Abstract

This paper studies demographic differences between lower-income, less developed countries (the South) and higher-income developed countries (the North). It analyzes the implications of heterogeneous demographic evolutions for aggregate saving-investment imbalances, exchange rates, and the resulting net capital flows between North and South. An optimistic perspective suggests that the North can run a current-account surplus sizable in relation to the Northern economy, thereby transferring large net amounts of financial capital to the South. This paper argues that an optimistic perspective is a plausible characterization of demographic influences on North-South capital flows in the historical period between 1950 and the mid-1970s. For historical decades after the 1970s and for the initial decades of the 21st century, however, a less optimistic perspective is appropriate. Demographic forces considered by themselves are likely to diminish rather than augment the flow of Northern saving to the South as a fraction of the Southern economy. The fundamental causes of these effects are shifts in relative demographics between the South and the North. The qualitative conclusion holds regardless of whether the demographic transition in Southern economies is somewhat faster and sooner or somewhat slower and delayed, regardless of whether growth in Southern total factor productivity is vigorous or weak, and regardless of whether cross-border goods substitutability is modest or strong. Public policy concerned with demographic trends in higher-income Northern nations should recognize that demographic asymmetries with lower-income Southern economies are unlikely, by themselves, to ease resolution of Northern macroeconomic difficulties caused by population aging.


Copy out the lines of the records below, and only those lines, from the one with "The image size is (581, 271)." through the one with "Image resolution: width=993", exactly as they appear.

__DATA TO PROCESS__.

((

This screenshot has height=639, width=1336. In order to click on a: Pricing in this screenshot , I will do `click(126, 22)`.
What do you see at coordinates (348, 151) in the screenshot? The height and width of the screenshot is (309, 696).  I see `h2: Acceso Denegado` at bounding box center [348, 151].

))
((

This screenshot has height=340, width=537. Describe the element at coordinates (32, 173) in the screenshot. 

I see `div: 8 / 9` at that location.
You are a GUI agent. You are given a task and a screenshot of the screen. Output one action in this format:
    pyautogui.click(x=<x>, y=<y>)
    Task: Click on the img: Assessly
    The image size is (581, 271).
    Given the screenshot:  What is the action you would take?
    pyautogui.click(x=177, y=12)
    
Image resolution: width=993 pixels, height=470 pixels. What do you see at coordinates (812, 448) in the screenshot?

))

__FINAL ANSWER__.
    The image size is (581, 271).
    Given the screenshot:  What is the action you would take?
    pyautogui.click(x=177, y=12)
    
Image resolution: width=993 pixels, height=470 pixels. What do you see at coordinates (812, 448) in the screenshot?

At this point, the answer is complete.